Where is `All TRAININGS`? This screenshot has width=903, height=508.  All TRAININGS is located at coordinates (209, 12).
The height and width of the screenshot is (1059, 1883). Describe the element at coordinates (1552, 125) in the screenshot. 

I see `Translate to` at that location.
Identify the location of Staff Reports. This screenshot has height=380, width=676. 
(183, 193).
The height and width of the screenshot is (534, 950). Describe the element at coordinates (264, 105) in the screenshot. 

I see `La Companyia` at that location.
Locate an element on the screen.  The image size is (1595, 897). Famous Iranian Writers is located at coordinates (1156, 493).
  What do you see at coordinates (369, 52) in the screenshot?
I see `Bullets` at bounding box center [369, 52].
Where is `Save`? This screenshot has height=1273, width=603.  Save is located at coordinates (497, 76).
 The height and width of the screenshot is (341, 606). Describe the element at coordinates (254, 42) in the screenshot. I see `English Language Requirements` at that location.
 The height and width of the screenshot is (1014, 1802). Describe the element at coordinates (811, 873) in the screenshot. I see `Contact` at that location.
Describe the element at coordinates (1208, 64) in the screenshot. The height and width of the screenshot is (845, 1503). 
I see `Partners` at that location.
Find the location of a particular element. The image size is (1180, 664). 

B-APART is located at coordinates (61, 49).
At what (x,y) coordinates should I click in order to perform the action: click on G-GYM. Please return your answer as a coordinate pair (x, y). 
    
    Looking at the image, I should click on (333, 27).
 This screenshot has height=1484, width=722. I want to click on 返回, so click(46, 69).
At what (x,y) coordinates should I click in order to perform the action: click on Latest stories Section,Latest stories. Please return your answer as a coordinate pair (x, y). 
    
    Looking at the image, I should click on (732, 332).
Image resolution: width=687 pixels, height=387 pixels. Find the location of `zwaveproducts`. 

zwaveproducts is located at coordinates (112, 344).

———

▸ Work instruction
Output the line that contains "Image resolution: width=687", followed by every later line in the listing, with no line omitted and none added.

▸ Task result
Image resolution: width=687 pixels, height=387 pixels. Find the location of `zwaveproducts`. 

zwaveproducts is located at coordinates (112, 344).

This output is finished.